Airbnb picks Alibaba’s Qwen over ChatGPT in a win for Chinese open-source AI
Airbnb ‘relies heavily’ on Alibaba’s Qwen models to power its AI customer service agent, CEO Brian Chesky says
Brian Chesky, co-founder and CEO of the San Francisco-based online accommodation booking giant, said Airbnb “relies heavily” on Alibaba’s Qwen models to power its AI-driven customer service agent, according to a Bloomberg report on Tuesday.
Chesky, a friend of OpenAI founder and CEO Sam Altman, said ChatGPT’s integration abilities were not “quite ready” for Airbnb’s needs. In contrast, Alibaba’s Qwen model was “very good” and “also fast and cheap”, he said. Alibaba owns the Post.
Opinion | With AI looking increasingly like a liability, a storm is coming
It is the tech sector’s projected spending that points to trouble ahead. Are investors prepared to wait for the return on their investment?
A recent Financial Times front-page lead, headlined “Tech stocks suffer $1.2tn AI sell-off”, was followed a few days later by a comment elsewhere that tech stocks were the only cloud over an otherwise sunny Wall Street. Weather forecasters would be ashamed of such a simplistic assertion.
Artificial intelligence and, more generally, tech stocks have become the great overarching gods that dominate the stock market firmament. To suggest they are immortal and the investment sky will remain blue even as they are toppled is naive to the point of being fatuous. It never rains but it pours, to use more mundane language.
It is reminiscent of the situation with IT stocks some 25 years ago when stock price valuations for many companies in what was then the ultra hi-tech information technology sector reached super-high levels, way ahead of profit projections. Some IT companies were actually loss-making but that did not deter fevered investors. The IT bubble consequently collapsed, dragging down most other stocks with it.
Tech stocks now have total revenues of around US$3.5 trillion and their weighted average price-to-earnings ratio is 45. But it is the tech sector’s projected spending, rather than earnings, that points to (potentially big) trouble ahead.
JP Morgan expects AI spending to run into trillions of dollars in the coming years, setting a high bar for the return on investment. The investment bank warned that “to drive a 10 per cent return on our modelled AI investments through 2030 would require ~US$650 billion of annual revenue into perpetuity, which is an astonishingly large number”.
Where could they find equally glamorous (if superficial) attractions? Consumer stocks are unlikely, given how the US middle class is pulling back on spending. Likewise, the unglamorous capital goods sector and the capital-hungry climate change alleviation sector.
The truth is, stock markets tend to focus on the next big thing and the AI sector is looking less like the next big financial opportunity and more like the next big financial liability. Hence the recent move towards the door by more sophisticated investors who have seen the writing on the wall. That could soon morph into a stampede.

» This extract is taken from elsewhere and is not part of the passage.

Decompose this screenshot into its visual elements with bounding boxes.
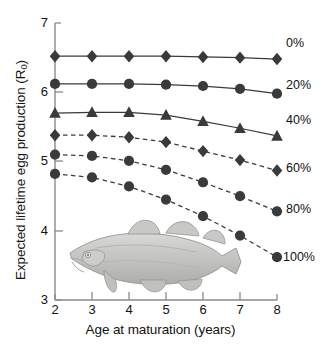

All this suggests the era of high-flying stock prices is coming to an end, not least in the US, where Wall Street excesses tend to dominate global investor sentiment.
That, of course, will not be the end of the story. A stock market crash or slide does not only destroy paper wealth, it also curbs consumer spending and capital investment ability, whether the collapse is in stocks, bonds, real estate or other asset classes. People feel less wealthy when asset prices decline. They spend less and save or hoard more. That in turn translates into less willingness to invest in the future, whether in AI or elsewhere.

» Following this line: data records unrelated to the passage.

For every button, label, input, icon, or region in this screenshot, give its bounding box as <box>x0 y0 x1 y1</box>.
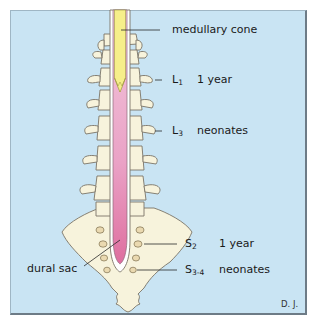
label-s3-4: S3-4 <box>185 264 204 277</box>
label-s2: S2 <box>185 238 197 251</box>
label-l1-sub: 1 <box>178 78 183 87</box>
label-s3-4-level: S <box>185 263 192 276</box>
spine-diagram <box>0 0 315 327</box>
label-l3-age: neonates <box>197 125 248 136</box>
label-l1: L1 <box>172 74 183 87</box>
label-medullary-cone: medullary cone <box>172 24 257 35</box>
label-l3-sub: 3 <box>178 129 183 138</box>
label-s2-age: 1 year <box>219 238 254 249</box>
label-s2-level: S <box>185 237 192 250</box>
label-dural-sac: dural sac <box>27 263 77 274</box>
spinal-cord <box>115 10 126 92</box>
label-s3-4-sub: 3-4 <box>192 268 204 277</box>
label-s2-sub: 2 <box>192 242 197 251</box>
label-l1-age: 1 year <box>197 74 232 85</box>
credit-initials: D. J. <box>281 300 298 309</box>
label-l3: L3 <box>172 125 183 138</box>
label-s3-4-age: neonates <box>219 264 270 275</box>
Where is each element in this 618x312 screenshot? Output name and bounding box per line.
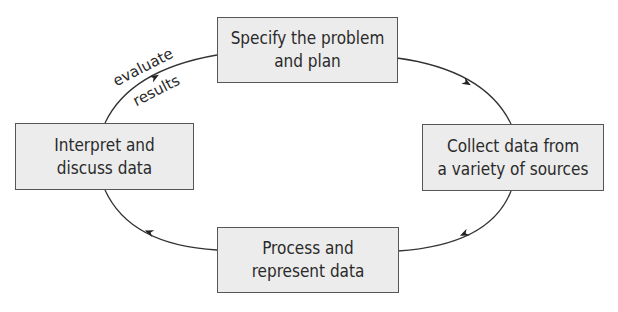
node-text-line1: Collect data from <box>438 135 589 158</box>
node-interpret-data: Interpret and discuss data <box>15 123 194 190</box>
arrow-collect-to-process <box>398 191 511 251</box>
arrow-process-to-interpret <box>105 190 217 250</box>
arrowhead-icon <box>455 76 467 83</box>
node-text-line1: Interpret and <box>54 134 155 157</box>
node-text-line2: a variety of sources <box>438 158 589 181</box>
arrowhead-icon <box>464 229 475 234</box>
node-text-line2: discuss data <box>54 157 155 180</box>
node-collect-data: Collect data from a variety of sources <box>422 124 604 191</box>
node-specify-problem: Specify the problem and plan <box>217 17 398 83</box>
node-text-line1: Specify the problem <box>231 27 385 50</box>
arrow-specify-to-collect <box>397 58 511 124</box>
node-text-line2: represent data <box>252 260 365 283</box>
node-text-line2: and plan <box>231 50 385 73</box>
node-text-line1: Process and <box>252 237 365 260</box>
node-process-data: Process and represent data <box>217 227 399 293</box>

The next market crash will almost certainly not be the last. A recent paper from the Bank for International Settlements in Switzerland casts an interesting light on boom-and-bust episodes.

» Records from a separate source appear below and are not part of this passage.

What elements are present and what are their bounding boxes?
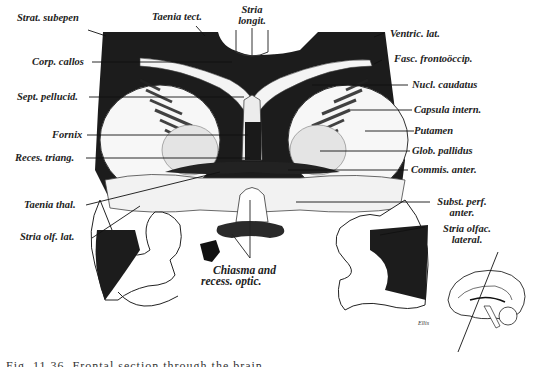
label-strat-subepen: Strat. subepen [17,12,79,23]
figure: Ellis Strat. subepen Corp. callos Sept. … [0,0,536,367]
artist-signature: Ellis [417,320,430,326]
label-glob-pallidus: Glob. pallidus [412,145,473,156]
label-reces-triang: Reces. triang. [15,152,74,163]
label-fasc-frontooccip: Fasc. frontoöccip. [394,53,472,64]
label-fornix: Fornix [52,129,82,140]
label-nucl-caudatus: Nucl. caudatus [412,79,477,90]
inset-sagittal-brain [448,252,525,352]
label-capsula-intern: Capsula intern. [414,104,481,115]
label-stria-longit: Stria longit. [232,4,272,26]
label-chiasma: Chiasma and recess. optic. [201,265,276,287]
figure-caption: Fig. 11.36. Frontal section through the … [6,358,536,367]
label-taenia-tect: Taenia tect. [152,11,202,22]
label-stria-olfac-lateral: Stria olfac. lateral. [430,223,504,245]
label-commis-anter: Commis. anter. [411,164,477,175]
label-taenia-thal: Taenia thal. [24,199,76,210]
label-sept-pellucid: Sept. pellucid. [17,91,78,102]
label-ventric-lat: Ventric. lat. [390,28,440,39]
label-putamen: Putamen [414,125,453,136]
label-stria-olf-lat: Stria olf. lat. [20,231,74,242]
label-subst-perf-anter: Subst. perf. anter. [427,196,497,218]
label-corp-callos: Corp. callos [32,56,84,67]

It argues that “the Achilles’ heel of the international monetary and financial system is that it amplifies the ‘excess financial elasticity’ of domestic policy regimes, i.e. it exacerbates their inability to prevent the build-up of financial imbalances, or outsize financial cycles, that lead to serious financial crises and macroeconomic dislocations”.
Will it take another financial crash to motivate a move towards enlightened policies? Past experience with financial booms and busts suggests it will, even as the plunge in tech stock valuations suggests it may be too late to prevent a crash. Sadly, the “cult of equity” still has too many followers, especially in the US.